To deprivation of all civil rights and to exile with hard labor in a fortress for a period of from 8 to 10 years; and if they are not exempt by law from corporal punishment, to punishment by whipping by the executioner in the measure fixed in Art. 21 of this code for the fifth degree of punishment of this kind with branding.

Complete collection of laws, (vol. xxxiii, p. 757, 1858, June 16, 33302,) of the measure of punishment for crimes against the security of powers friendly to Russia.

[571] If one of the crimes mentioned in Articles 275, 276, *277, 283, 248 and 287, of the penal code, shall be committed against a foreign state, with which, on the basis of treaties or published laws or decrees, there is established a reciprocity in this respect, or against the supreme power of that state, those guilty, provided there is added to this no crime meriting a greater punishment, are condemned:

To loss of all civil rights and privileges and of all personal and class distinctions, and to exile in the government of Tomsk or Tobolsk; or if they are not exempt from corporal punishment, to delivery over to the companies of disciplinary arrest of the civil authorities for a period of from one and one-half to two and one-half years, or of from one to one and one-half years.

When the crime has been committed with aggravating circumstances, then to loss of all rights and to exile as a colonist in Siberia, in the not most distant places.

Code of laws, &c, vol. xv, book iv, chap. vii.

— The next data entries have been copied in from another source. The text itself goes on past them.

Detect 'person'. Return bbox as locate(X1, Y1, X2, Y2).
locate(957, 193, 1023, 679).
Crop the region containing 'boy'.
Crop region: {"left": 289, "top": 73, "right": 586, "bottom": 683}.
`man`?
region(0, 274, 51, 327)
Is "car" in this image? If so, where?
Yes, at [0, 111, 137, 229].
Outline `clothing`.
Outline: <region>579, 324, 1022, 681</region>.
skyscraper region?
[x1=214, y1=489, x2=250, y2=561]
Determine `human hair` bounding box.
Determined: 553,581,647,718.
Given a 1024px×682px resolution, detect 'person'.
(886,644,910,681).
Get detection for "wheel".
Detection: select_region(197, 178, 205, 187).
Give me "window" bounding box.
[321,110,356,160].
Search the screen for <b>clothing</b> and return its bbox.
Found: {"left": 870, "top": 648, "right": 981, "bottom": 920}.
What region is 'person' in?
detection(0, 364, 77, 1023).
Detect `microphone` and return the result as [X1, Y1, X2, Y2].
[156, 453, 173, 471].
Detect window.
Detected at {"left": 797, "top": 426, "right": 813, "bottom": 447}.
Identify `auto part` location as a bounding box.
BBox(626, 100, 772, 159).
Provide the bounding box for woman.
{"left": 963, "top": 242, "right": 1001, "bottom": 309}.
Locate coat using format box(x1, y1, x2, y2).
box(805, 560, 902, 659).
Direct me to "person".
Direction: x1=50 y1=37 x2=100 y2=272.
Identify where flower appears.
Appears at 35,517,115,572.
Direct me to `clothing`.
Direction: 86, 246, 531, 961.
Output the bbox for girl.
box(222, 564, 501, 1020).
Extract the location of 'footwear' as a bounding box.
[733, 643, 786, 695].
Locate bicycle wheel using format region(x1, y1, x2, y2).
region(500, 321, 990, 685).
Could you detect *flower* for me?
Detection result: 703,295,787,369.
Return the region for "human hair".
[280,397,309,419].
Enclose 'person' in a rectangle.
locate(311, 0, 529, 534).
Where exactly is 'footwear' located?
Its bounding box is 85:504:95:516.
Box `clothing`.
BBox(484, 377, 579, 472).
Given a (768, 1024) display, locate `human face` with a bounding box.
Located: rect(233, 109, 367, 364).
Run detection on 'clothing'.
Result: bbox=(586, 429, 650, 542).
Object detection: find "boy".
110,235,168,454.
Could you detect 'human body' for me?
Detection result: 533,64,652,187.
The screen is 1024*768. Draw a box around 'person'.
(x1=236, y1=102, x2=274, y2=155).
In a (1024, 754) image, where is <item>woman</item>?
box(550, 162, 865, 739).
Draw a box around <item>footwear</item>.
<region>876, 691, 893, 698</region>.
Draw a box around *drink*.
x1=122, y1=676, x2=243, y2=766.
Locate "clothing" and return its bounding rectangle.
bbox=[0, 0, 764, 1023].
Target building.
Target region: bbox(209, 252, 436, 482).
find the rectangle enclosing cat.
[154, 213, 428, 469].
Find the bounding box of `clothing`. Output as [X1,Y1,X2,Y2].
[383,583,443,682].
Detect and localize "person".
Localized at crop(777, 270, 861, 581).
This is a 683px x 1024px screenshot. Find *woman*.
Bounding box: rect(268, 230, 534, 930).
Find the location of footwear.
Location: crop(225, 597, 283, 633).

Art. 367. Any one who, leaving his country, enters into the service of a foreign power, without the permission of the government, or becomes a subject of a foreign power, is liable for this breach of his duty of subjection and his oath of allegiance:

[572] *To loss of all civil rights and étérnal exile from the limits of the empire; or, in case of his voluntary return to Eussia, to exile in Siberia.